The impact of policy and cultural change on learning content
Educational materials reflect the society they are created for. When governments introduce new policies, regulations are updated, or everyday behaviours evolve, textbook and digital course content can quickly become out of date or non-compliant. This pressure is often most visible in English Language Teaching and Modern Foreign Languages, where activities frequently draw on real-life contexts such as technology use, communication habits, and everyday routines.
Sometimes the change is immediate. A new law, platform change, or compliance requirement can make a familiar classroom task inappropriate almost overnight. In other cases, the change is more gradual. Content can lose relevance as learners’ lives, tools, and expectations shift, even when no formal policy change is involved. Increasingly, developments in artificial intelligence are also shaping how learners study, work, and produce content, creating new expectations around what skills should be taught and how tasks are designed. Either way, educational organisations need a reliable way to review, update, and quality assure content at pace.
What changes in practice
Policy and regulatory shifts can affect both what content says and what it assumes learners can do.
Recently, governments in Australia and Spain moved to ban social media use for under 16s, requiring platforms to block younger users. That makes common ELT tasks problematic, such as asking a learner to write a post for a social media platform. Publishers may need to revise activities, replace scenarios, or remove platform-specific references in new editions.
New laws and changes to curriculum frameworks in other regions have also had an impact in recent years. In some countries, including parts of the US as well as markets such as Turkey and India, updates have required certain topics or historical references to be removed or adjusted to meet guidelines.
Other policy changes can affect how content is framed or used. Updates to data protection rules or safeguarding requirements, for example, may limit how personal information is handled in classroom tasks.
Alongside policy-led change, practical and technological shifts also play a significant role. Platform features evolve, digital tools are replaced, and new tools are introduced. The growing use of AI in education is a good example. Learners may now be expected to work with AI-assisted writing, research, or problem-solving tools, which can affect how tasks are designed, assessed, and supported. Activities that assume entirely independent content creation may need to be reframed, and guidance for both teachers and learners may need updating to reflect responsible use.

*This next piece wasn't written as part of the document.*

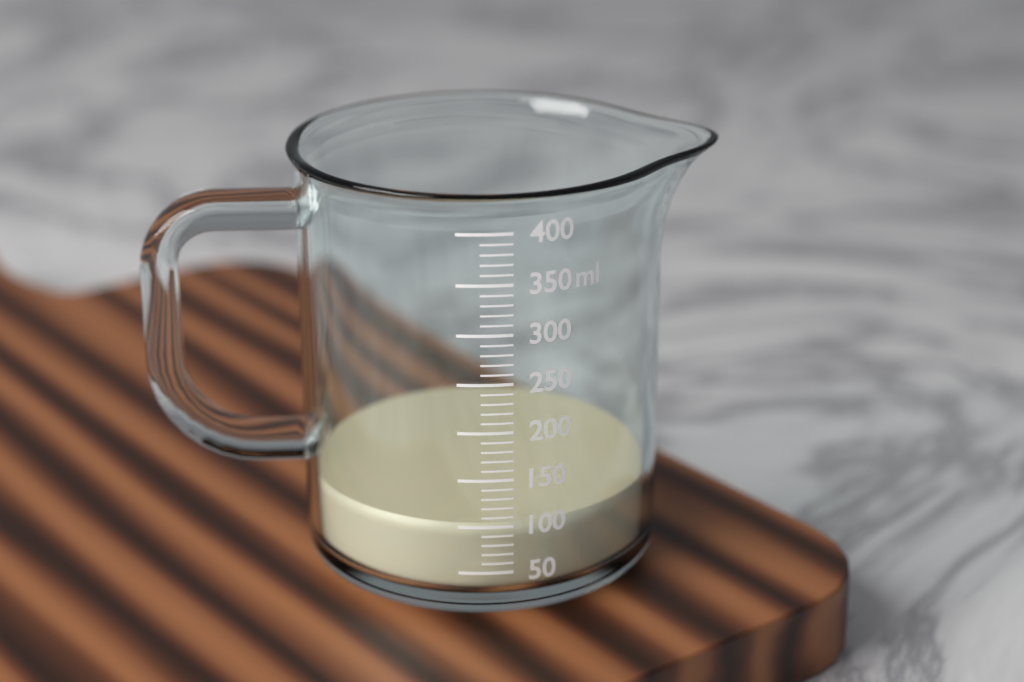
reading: 100 ml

Everyday behaviours and working patterns also continue to change. Tasks based on office-based routines or older communication methods may no longer reflect how people study and work today. Publishers often respond by updating scenarios and using more flexible, less platform-specific language.
Over time, many publishers also review content for broader suitability, including references to risk, safety, and age-appropriate behaviour. Activities based on outdated practices, such as relying on cash payments, can feel less relevant and may need refreshing to remain engaging and realistic, and references to alcohol, smoking, violence, or other sensitive topics may need to be removed.
Why this might be hard for publishers to manage alone
When policy changes impose bans or restrictions, publishers often need immediate content revision or removal. The safest route is to be cautious, which can lead to last-minute rework and inconsistent outcomes across markets.
When ideological shifts drive curriculum change, the work is deeper. Whole narratives may need rewriting. That can affect scope, sequencing, assessment, and teacher guidance.
When change is cultural, outdated examples reduce engagement and can undermine credibility. Inclusion expectations also evolve, so content that once passed review may need rechecking.
This is where an educational content services provider can add practical value.
How Haremi can help
Haremi can provide extra capacity, specialist skills and dedicated editorial processes, so your teams can respond quickly without impacting quality. Haremi offers a range of different services to publishers and other educational providers to help update or revise learning content.
Often, a useful first step is to run specialised content audits. That includes scanning for policy-sensitive references, or topics likely to trigger approval issues. We can also conduct relevance reviews, where dated technology, cultural references, or examples are refreshed in a controlled way.
The typical output from a content review is an editorial revision programme across different resource components. Updates rarely sit in one place. A single change can impact student books, workbooks, teacher notes, assessments, audio scripts, and digital activities. At Haremi we often coordinate editorial, design, and production workflows so that updates are implemented consistently across a range of product components, in time to meet specific market dates or production deadlines.
In our experience, a methodical editorial process also helps protect standards. Fast updates increase the risk of errors, misalignment, or uneven tone. Editorial oversight, curriculum alignment checks, and structured quality assurance measures help ensure revised content remains accurate, level-appropriate, and fit for purpose.
Many of our content revision projects incorporate a degree of localisation. What is acceptable in one market may not be acceptable in another. We've helped many learning providers develop local variants, adapt examples, and apply region-specific constraints while keeping the core learning aims intact. Find out more about how we do this in our regional market adaptation and localisation services overview.
We also document all editorial decisions made during a content revision process. When content changes because of policy or cultural risk, it is important to record what changed and why. Clear change logs and review notes help internal stakeholders, external reviewers, and future publishing teams.